Why is broader biomedicine slower to change? Structural pressures: large financial stakes, heavy clinical and teaching loads, limited training in research methods, rigid hierarchies, and incentive systems that reward impact factors, grants, and flashy claims over truth. Even in clinical research, waste persists through underpowered studies, marginally novel questions, industry-shaped biases, and unpublished results.
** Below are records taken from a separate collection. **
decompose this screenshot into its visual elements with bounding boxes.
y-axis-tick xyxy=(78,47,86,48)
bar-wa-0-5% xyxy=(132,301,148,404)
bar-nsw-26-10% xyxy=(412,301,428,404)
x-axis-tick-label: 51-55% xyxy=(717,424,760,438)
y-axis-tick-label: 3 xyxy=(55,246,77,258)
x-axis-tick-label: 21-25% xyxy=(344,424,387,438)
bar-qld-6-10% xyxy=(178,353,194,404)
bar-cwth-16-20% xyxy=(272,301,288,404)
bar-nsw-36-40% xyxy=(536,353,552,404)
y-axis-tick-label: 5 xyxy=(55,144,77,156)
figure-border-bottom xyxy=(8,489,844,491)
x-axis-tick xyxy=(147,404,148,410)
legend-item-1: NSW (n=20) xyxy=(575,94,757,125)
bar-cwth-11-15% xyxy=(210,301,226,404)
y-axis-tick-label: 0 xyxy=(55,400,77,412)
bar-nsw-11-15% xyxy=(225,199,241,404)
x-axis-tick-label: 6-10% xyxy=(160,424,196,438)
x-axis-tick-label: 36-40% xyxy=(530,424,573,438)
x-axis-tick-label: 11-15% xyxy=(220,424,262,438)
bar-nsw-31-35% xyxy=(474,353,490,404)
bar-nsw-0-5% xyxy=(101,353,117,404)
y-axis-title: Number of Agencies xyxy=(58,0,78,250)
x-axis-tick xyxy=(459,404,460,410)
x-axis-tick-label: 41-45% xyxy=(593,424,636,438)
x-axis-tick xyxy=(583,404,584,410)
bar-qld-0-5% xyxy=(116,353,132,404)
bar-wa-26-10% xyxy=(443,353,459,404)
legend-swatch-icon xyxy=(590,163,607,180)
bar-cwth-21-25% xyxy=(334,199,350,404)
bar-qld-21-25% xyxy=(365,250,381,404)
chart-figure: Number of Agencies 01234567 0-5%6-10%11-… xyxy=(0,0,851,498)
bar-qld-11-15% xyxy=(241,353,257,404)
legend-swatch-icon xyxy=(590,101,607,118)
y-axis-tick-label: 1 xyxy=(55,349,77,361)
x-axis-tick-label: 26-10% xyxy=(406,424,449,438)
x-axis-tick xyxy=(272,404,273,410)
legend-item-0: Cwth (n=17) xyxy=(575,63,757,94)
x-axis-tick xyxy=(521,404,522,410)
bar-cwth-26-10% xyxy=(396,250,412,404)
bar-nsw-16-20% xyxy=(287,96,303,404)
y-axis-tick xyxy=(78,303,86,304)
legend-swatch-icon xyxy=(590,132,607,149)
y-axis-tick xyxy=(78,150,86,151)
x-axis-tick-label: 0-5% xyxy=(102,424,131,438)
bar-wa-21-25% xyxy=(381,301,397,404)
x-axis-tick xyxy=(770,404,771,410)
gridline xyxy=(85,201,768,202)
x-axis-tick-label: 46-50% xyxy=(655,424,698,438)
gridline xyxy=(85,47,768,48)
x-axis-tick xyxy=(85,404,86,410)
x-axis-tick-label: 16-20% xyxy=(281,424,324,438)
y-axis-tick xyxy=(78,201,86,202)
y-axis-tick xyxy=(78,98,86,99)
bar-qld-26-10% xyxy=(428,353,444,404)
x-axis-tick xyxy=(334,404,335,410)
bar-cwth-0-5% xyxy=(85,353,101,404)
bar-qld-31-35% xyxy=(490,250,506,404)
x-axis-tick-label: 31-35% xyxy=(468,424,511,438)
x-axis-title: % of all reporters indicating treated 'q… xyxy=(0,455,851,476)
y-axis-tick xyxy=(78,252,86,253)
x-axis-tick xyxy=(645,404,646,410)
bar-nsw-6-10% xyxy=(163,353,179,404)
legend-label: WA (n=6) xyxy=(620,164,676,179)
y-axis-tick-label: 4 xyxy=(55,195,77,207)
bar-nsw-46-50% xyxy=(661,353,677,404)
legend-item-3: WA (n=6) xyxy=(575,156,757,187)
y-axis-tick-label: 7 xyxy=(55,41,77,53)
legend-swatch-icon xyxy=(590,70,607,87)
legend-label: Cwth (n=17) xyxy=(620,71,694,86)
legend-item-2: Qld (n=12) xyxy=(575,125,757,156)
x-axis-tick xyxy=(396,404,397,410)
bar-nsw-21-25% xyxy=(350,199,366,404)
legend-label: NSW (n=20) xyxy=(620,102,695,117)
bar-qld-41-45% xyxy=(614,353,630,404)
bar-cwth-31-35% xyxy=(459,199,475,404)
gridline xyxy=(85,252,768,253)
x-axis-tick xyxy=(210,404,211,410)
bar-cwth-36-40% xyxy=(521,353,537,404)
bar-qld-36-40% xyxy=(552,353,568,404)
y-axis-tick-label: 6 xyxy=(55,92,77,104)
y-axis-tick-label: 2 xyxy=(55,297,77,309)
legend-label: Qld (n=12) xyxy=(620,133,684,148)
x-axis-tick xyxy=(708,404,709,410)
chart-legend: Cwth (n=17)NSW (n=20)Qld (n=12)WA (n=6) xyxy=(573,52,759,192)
Still, momentum for reform is growing in preclinical science: preregistration, open data, preprints, transparent reporting, and funded confirmatory studies are slowly reshaping norms. The core lesson is uncomfortable: improving research quality is not mainly a technical problem but an incentive problem. If institutions reward rigor, transparency, and reproducibility, we can reduce waste, improve quality, and build a research enterprise worthy of public trust.
About:
In both preclinical and clinical studies, Ulrich Dirnagl’s research has uncovered pathobiological mechanisms that influence outcomes after stroke. Several of these mechanisms are therapeutically targetable, and clinical trials are underway. In addition, his meta-research has identified opportunities to improve research practices and has generated evidence for the effectiveness of interventions designed to increase the value of biomedical research. Until his retirement in 2025 from Charité – Universitätsmedizin Berlin, Ulrich Dirnagl was Professor of Clinical Neuroscience and served as the founding director of the Department of Experimental Neurology from 1999 to 2022. From 2017 to 2025, he also served as the founding director of the QUEST Center for Responsible Biomedical Research at the Berlin Institute of Health. QUEST seeks to overcome roadblocks in translational medicine by increasing the value and impact of biomedical research through enhanced quality, reproducibility, generalizability, and validity.
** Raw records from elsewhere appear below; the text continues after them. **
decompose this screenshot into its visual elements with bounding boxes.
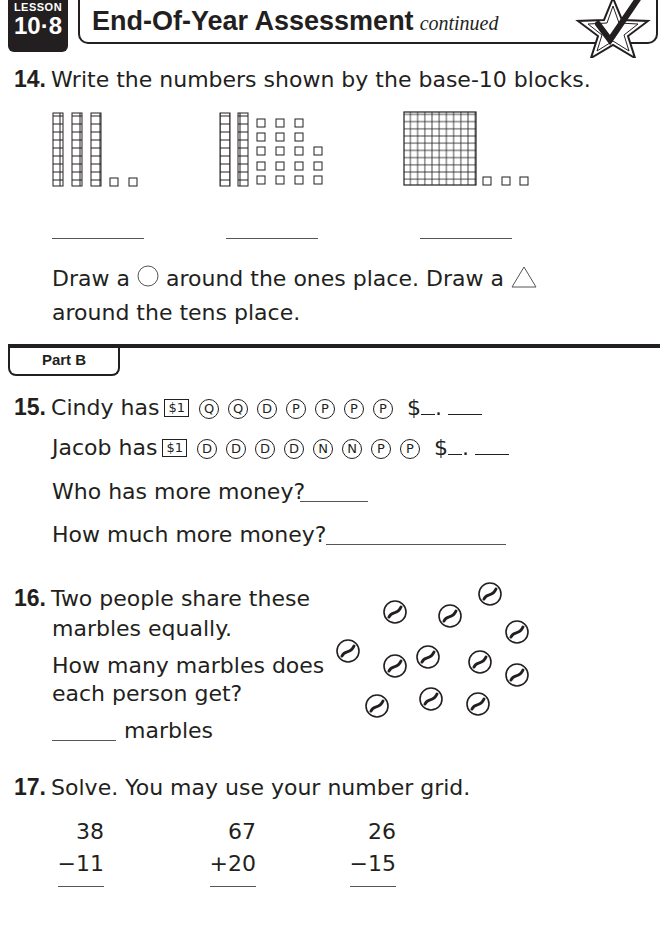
q16-prompt: 16. Two people share these marbles equal… xyxy=(14,584,310,645)
who-more-text: Who has more money? xyxy=(52,479,305,504)
instr-2: around the ones place. Draw a xyxy=(166,266,504,291)
dime-icon: D xyxy=(255,439,275,459)
penny-icon: P xyxy=(315,399,335,419)
decimal-point: . xyxy=(462,435,469,460)
marble-icon xyxy=(417,646,439,668)
penny-icon: P xyxy=(344,399,364,419)
marble-icon xyxy=(366,695,388,717)
q16-line1: Two people share these xyxy=(51,586,310,611)
dime-icon: D xyxy=(197,439,217,459)
q15-number: 15. xyxy=(14,394,46,420)
marble-icon xyxy=(467,693,489,715)
dollars-blank-cindy[interactable] xyxy=(421,414,435,415)
q17-text: Solve. You may use your number grid. xyxy=(51,775,470,800)
who-more-answer[interactable] xyxy=(300,501,368,502)
q15-question2: How much more money? xyxy=(52,522,326,547)
q14-number: 14. xyxy=(14,66,46,92)
q16-question: How many marbles does each person get? xyxy=(52,652,324,708)
quarter-icon: Q xyxy=(228,399,248,419)
cindy-label: Cindy has xyxy=(51,395,159,420)
answer-line-14b[interactable] xyxy=(226,238,318,239)
problem-1-bottom: −11 xyxy=(44,848,104,880)
problem-2-answer-line[interactable] xyxy=(210,886,256,887)
q16-line4: each person get? xyxy=(52,681,242,706)
how-much-more-answer[interactable] xyxy=(326,544,506,545)
part-b-label: Part B xyxy=(8,348,120,376)
penny-icon: P xyxy=(371,439,391,459)
marble-icon xyxy=(439,605,461,627)
problem-1-top: 38 xyxy=(44,816,104,848)
nickel-icon: N xyxy=(342,439,362,459)
block-set-3 xyxy=(404,112,528,185)
marble-icon xyxy=(469,651,491,673)
dollar-sign: $ xyxy=(434,435,448,460)
penny-icon: P xyxy=(286,399,306,419)
dollar-sign: $ xyxy=(407,395,421,420)
answer-line-14c[interactable] xyxy=(420,238,512,239)
q15-row-cindy: 15. Cindy has $1QQDPPPP $. xyxy=(14,394,482,421)
problem-1-answer-line[interactable] xyxy=(58,886,104,887)
quarter-icon: Q xyxy=(199,399,219,419)
star-checkmark-icon xyxy=(568,0,658,58)
marble-icon xyxy=(384,601,406,623)
answer-line-14a[interactable] xyxy=(52,238,144,239)
nickel-icon: N xyxy=(313,439,333,459)
marble-icon xyxy=(506,664,528,686)
triangle-icon xyxy=(511,265,537,289)
marbles-group xyxy=(320,570,560,730)
dollars-blank-jacob[interactable] xyxy=(448,454,462,455)
instr-3: around the tens place. xyxy=(52,300,300,325)
q16-number: 16. xyxy=(14,585,46,611)
marble-icon xyxy=(506,621,528,643)
block-set-1 xyxy=(53,113,137,186)
q14-text: Write the numbers shown by the base-10 b… xyxy=(51,67,591,92)
problem-2: 67 +20 xyxy=(196,816,256,887)
title-suffix: continued xyxy=(420,12,499,34)
lesson-tab: LESSON 10·8 xyxy=(8,0,68,52)
marbles-unit: marbles xyxy=(124,718,213,743)
problem-3-top: 26 xyxy=(336,816,396,848)
problem-3-answer-line[interactable] xyxy=(350,886,396,887)
instr-1: Draw a xyxy=(52,266,130,291)
dollar-bill-icon: $1 xyxy=(164,399,189,417)
marble-icon xyxy=(384,655,406,677)
dime-icon: D xyxy=(226,439,246,459)
problem-3-bottom: −15 xyxy=(336,848,396,880)
page-title: End-Of-Year Assessmentcontinued xyxy=(92,6,499,37)
title-main: End-Of-Year Assessment xyxy=(92,6,414,36)
marble-icon xyxy=(479,583,501,605)
q16-line3: How many marbles does xyxy=(52,653,324,678)
penny-icon: P xyxy=(373,399,393,419)
lesson-number: 10·8 xyxy=(8,13,68,39)
how-much-more-text: How much more money? xyxy=(52,522,326,547)
decimal-point: . xyxy=(435,395,442,420)
cents-blank-cindy[interactable] xyxy=(448,414,482,415)
problem-3: 26 −15 xyxy=(336,816,396,887)
cents-blank-jacob[interactable] xyxy=(475,454,509,455)
q15-question1: Who has more money? xyxy=(52,479,305,504)
dime-icon: D xyxy=(284,439,304,459)
q16-line2: marbles equally. xyxy=(52,616,232,641)
dollar-bill-icon: $1 xyxy=(162,439,187,457)
problem-2-top: 67 xyxy=(196,816,256,848)
block-set-2 xyxy=(220,113,322,186)
problem-2-bottom: +20 xyxy=(196,848,256,880)
q17-prompt: 17. Solve. You may use your number grid. xyxy=(14,774,470,801)
circle-icon xyxy=(137,265,159,289)
penny-icon: P xyxy=(400,439,420,459)
dime-icon: D xyxy=(257,399,277,419)
marble-icon xyxy=(337,640,359,662)
q14-prompt: 14. Write the numbers shown by the base-… xyxy=(14,66,591,93)
jacob-label: Jacob has xyxy=(52,435,157,460)
q15-row-jacob: Jacob has $1DDDDNNPP $. xyxy=(52,435,509,460)
q17-number: 17. xyxy=(14,774,46,800)
marbles-answer[interactable] xyxy=(52,740,116,741)
base10-blocks xyxy=(0,100,668,195)
marble-icon xyxy=(420,688,442,710)
q14-instruction: Draw a around the ones place. Draw a aro… xyxy=(52,262,572,330)
problem-1: 38 −11 xyxy=(44,816,104,887)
Public trust in science is fracturing along partisan lines—a gap that has widened dramatically over the past two decades. This polarization is not simply a misinformation problem to be solved by better fact-checking. Algorithmically curated platforms sort audiences by ideology, reinforce existing beliefs, and undermine shared deliberation. Drawing on recent research, this talk examines why traditional deficit-model approaches to science communication are failing in these new information ecologies, and outlines an evidence-based agenda for engaging diverse publics that acknowledges the role of values and meets audiences where they are.
About:
Dietram A. Scheufele is an Investigator and Vilas Distinguished Achievement Professor in the Morgridge Institute for Research and a Distinguished Research Fellow at the University of Pennsylvania's Annenberg Public Policy Center. His most recent work has focused on mis- and disinformation, open science, and the societal impacts of emerging technologies like AI and human brain organoids.
He is an elected member of the American Academy of Arts and Sciences and the German National Academy of Science and Engineering, and a fellow of the American Academy of Political & Social Science, the American Association for the Advancement of Science, and the International Communication Association.